I knew about PL-566 from listening to Rep. Frank Lucas, R-Okla., talk about it when he chaired the House Agriculture Committee. Clay Pope, another rural Oklahoma stalwart, had also pointed them out to me. Oklahoma is ground zero for these small flood-control structures with more than 2,100 of them scattered across the state.
So, trekking to Oklahoma in June was part of the plan. I started in Woodward, Oklahoma, and met a few amazing people. Deena Fisher, a former dean at Northwestern Oklahoma State University stuck out. I wouldn't write about Deena until late August when I needed a feature on the lack of rural grant writers.
See "Infrastructure and Rural Grant Writers" at https://www.dtnpf.com/…).
In Woodward, I shot some photos of electric car chargers. Who in Woodward, Oklahoma, drives electric vehicles? Heading east, I was at a truck stop off a rural four-lane highway and there were more electric charging stations. There was also a combine furiously harvesting winter wheat around several wind turbines right there. These were all interesting photos I knew I wouldn't use likely until much later in the year.
Another side aspect of driving through Oklahoma and listening to people tell their tales led to an article on the state's marijuana boom. I took about a dozen photos of dispensaries. Since voters passed medical marijuana, the state had licensed more marijuana growers than there are growers in the state. At least some of it is a little suspicious. And I just could not get that Merle Haggard song out of my head.
See "Oklahoma's Pot Boom Impact" at https://www.dtnpf.com/….
Along with my interest in PL-566, one reason I was in Oklahoma was the high number of minority farmers in the state. Congress had passed a debt relief provision for minority farmers back in March. There were immediate lawsuits from white farmers, and that debt relief remains gridlocked in court. Jared and Sheila Wilson, members of the Muscogee (Creek) Nation had gotten an FSA loan that was supposed to be paid off. It hasn't happened yet.
See "Loan Debt Relief Tied Up in Court" at https://www.dtnpf.com/….
Besides showing me their cattle herd, the Wilsons also showed me the kind of destruction feral hogs can do.

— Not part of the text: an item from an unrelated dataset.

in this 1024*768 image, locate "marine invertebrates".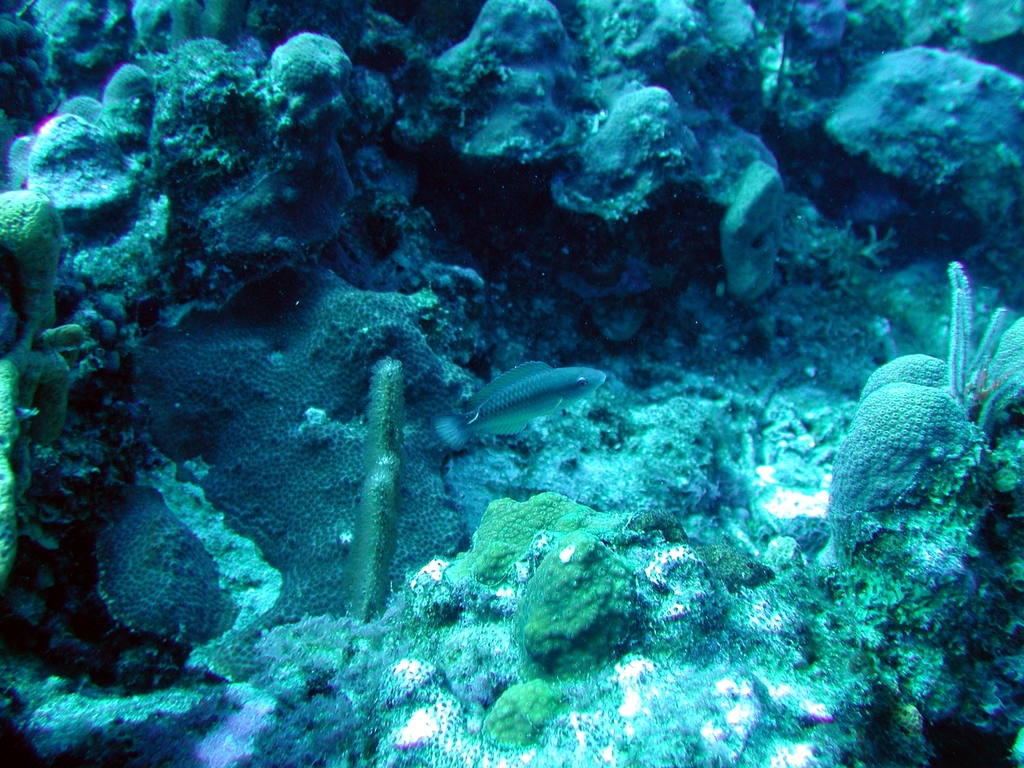
Bounding box: 253 21 357 209.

I finally ended up in Stillwater, Oklahoma, to talk about how some earthen dams had saved millions of dollars in damages to downtown Stillwater when a torrential downpour hit the area in May 2019. I ended up taking the PL-566 projects and tying them to the drought in western states, and a push by agricultural groups in Oregon to expand PL-566 as part of the infrastructure bill that ended up passing Congress and being signed into law in November.
See "Dam, Flood and Drought Infrastructure" at https://www.dtnpf.com/….

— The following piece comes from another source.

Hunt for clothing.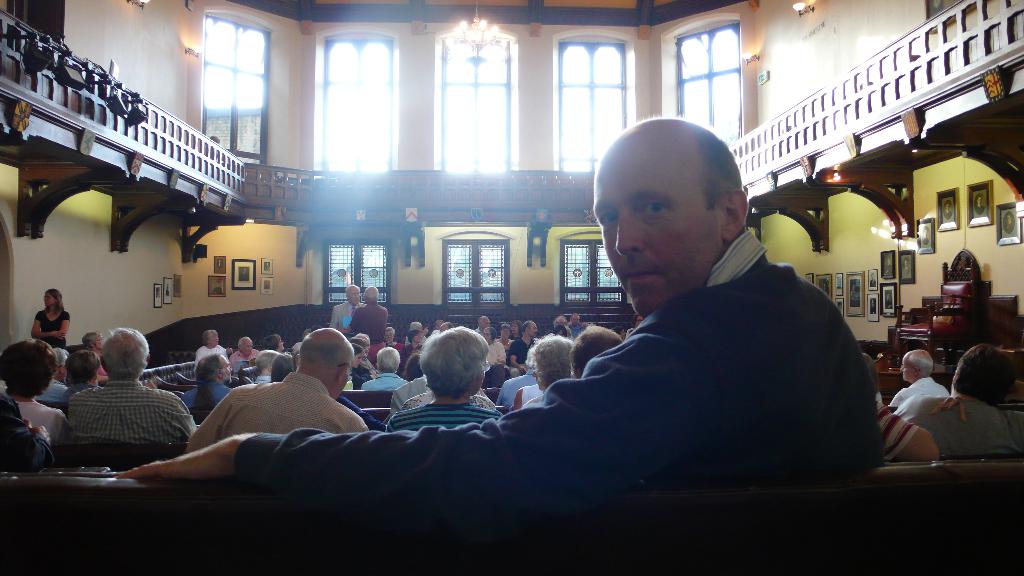
Hunted down at box=[872, 401, 914, 467].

So, barnstorming for one week across Oklahoma I ended up writing at least four articles and collecting some extra photos I would end up using for other articles down the line. What really stands out, though, was the Golden Dragon in Stillwater. Like a lot of people who travel, I ask hotel clerks and others about the best place to eat in town. I was somewhat disappointed when a young hotel clerk said the Golden Dragon. After all, nearly every town of more than 5,000 people has a Golden Dragon or Oriental Palace. But I still ended up going to the Golden Dragon in Stillwater that night and I can safely confirm that the Stillwater Golden Dragon is the best I've ever had the pleasure to visit. I have great appreciation for any Asian food place that offers you a scale for spice level of your General Chicken.

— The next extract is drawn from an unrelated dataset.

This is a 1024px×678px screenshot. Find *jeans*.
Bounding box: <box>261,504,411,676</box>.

That week in Oklahoma, capped by my piece on a relatively minor USDA watershed program, is my favorite stretch of articles because I was fully vaccinated and ready for a week of travel again -- outside the confines of a convention hall. I had been cooped up way too long because of the pandemic. So, getting a rental car and driving from Omaha to Woodward, trekking to Muscogee Nation, then on to Stillwater before shooting back up I-35 and paying the tolls in Kansas just to test out the accelerator all made me feel like a normal journalist again.
Hopefully at least some readers found value in the articles out of that trip as well.